What ever it takes to have a useful, happy life and not a life full of pain, is better then a active life with alcohol and full of pain, not to mention the pain it causes for almost every person that is close to the alcoholic. What happened in your life that made you so upset about AA? My dad died a active alcoholic and I would have gave anything to have seen him get sober and live a happy life. I am not a bible thumper but if he got sober by being a bible thumper I would have been happy just that he was sober. What ever it takes, for someone suffering from this disease, is a lot better then suffering with it. I am sorry that you are so upset about this program
Cathy

Hello, Cathy,
Starting at the top, you ask,
"How many lives does alcohol take if a person is a true alcoholic?"

I don't know if that is a trick question or not, but the apparent answer would be, "Either one or zero, depending on whether he kills himself on booze or finally quits drinking."
Perhaps you meant to ask something else.

Then you say,
What ever it takes to have a useful, happy life and not a life full of pain, is better then a active life with alcohol and full of pain, not to mention the pain it causes for almost every person that is close to the alcoholic.

Now I agree with that, within limits. We can obviously rule out grossly illegal or immoral methods, which I'm sure you didn't mean. (Be careful with absolute words like "whatever".) But what works? That is the big question, isn't it?

Then you ask,
What happened in your life that made you so upset about AA?
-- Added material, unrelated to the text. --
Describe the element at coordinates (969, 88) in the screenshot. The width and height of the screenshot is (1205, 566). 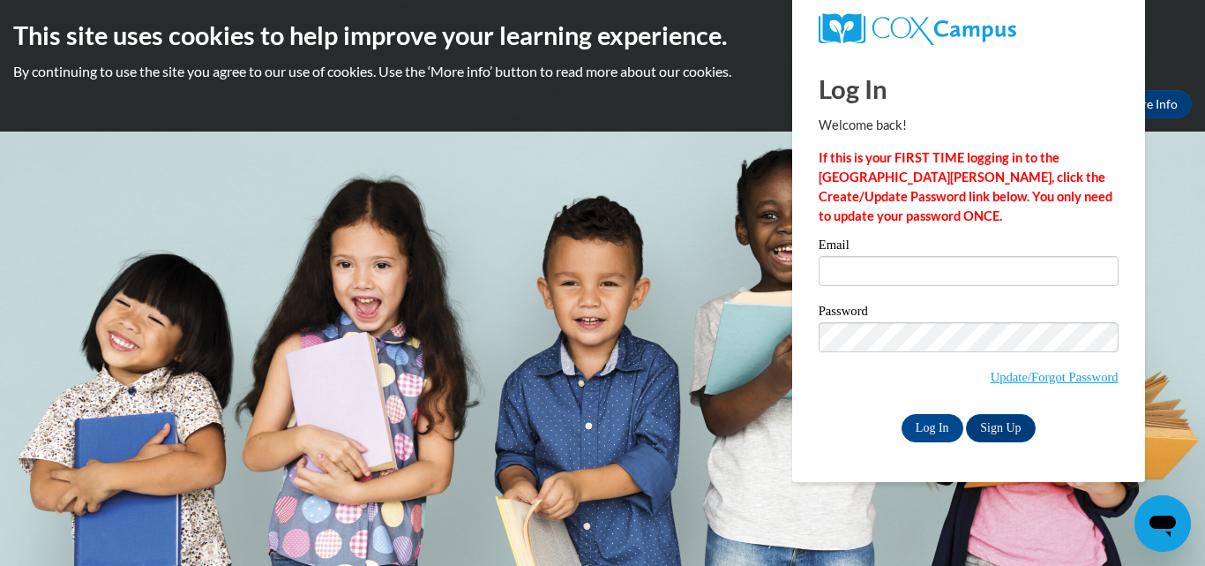
I see `h1: Log In` at that location.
I'm getting tired of repeating the list, but here goes, one more time:

  1. Bad therapy program, dogmatic cult religion instead of real therapy, as described in the introduction.
  2. Bad therapy program, dogmatic cult religion instead of real therapy, as described in the page on The Bait-And-Switch Con Game.
  3. Telling people with mental problems not to take their doctor-prescribed medications, telling them that their sobriety wasn't complete if they were taking medications. I have first-hand experience with this, as it was done to my best friend in the treatment program by his sponsor and the other old-timers in his Dual Recovery group. (Before you object that that is D.R.A., not A.A., I must say that they are all the same 12-step religion.)
  4. Generally stupid, bad advice given to friends who may well die because of it, starting with the girl described in the introduction, and continuing with a lot of others.
  5. Cult religion, faith healing, and voodoo medicine is not an effective cure for alcoholism. The A.A. program is useless, and a total failure. It just does not work. It even has a success rate that is less than zero.
  6. Also, a few years off of the bottle does not make someone a skilled therapist or a qualified recovery counselor, but A.A. and N.A. are just chock full of self-proclaimed know-it-all sponsors who feel entitled to deliver lectures on everything from God to medicine. But once again, the only tool in their toolbox is the disproven, ineffective, 12-step program.
  7. Coercive Recruiting. Far too many 12-Steppers abuse their positions of authority to force people to join their cult. I have personally seen a lot of it, starting with my own (child-pornographer pedophile) 12-step "counselor" ordering me to get a sponsor. Only 12-step groups have sponsors, so that was a veiled order to join a 12-step group. And he kept insisting, and I kept finding the sponsor candidates disgusting. (Fortunately, he got sick, and was replaced by another counselor who didn't push the issue, so I never got a sponsor.) Then another friend lapsed (not relapsed) — he had a couple of beers at his own birthday party — and was ordered to do 90 in 90 by his housing counselor (the counselor who controls who gets to sleep in a shelter, and who sleeps in the rain). When the friend said that he didn't like cult religion and wanted to do some other kind of meetings besides 12-steps, perhaps SMART or RR, the counselor said, "No, they MUST be 12-step meetings." The friend quit the program and disappeared. And it just goes on and on like that...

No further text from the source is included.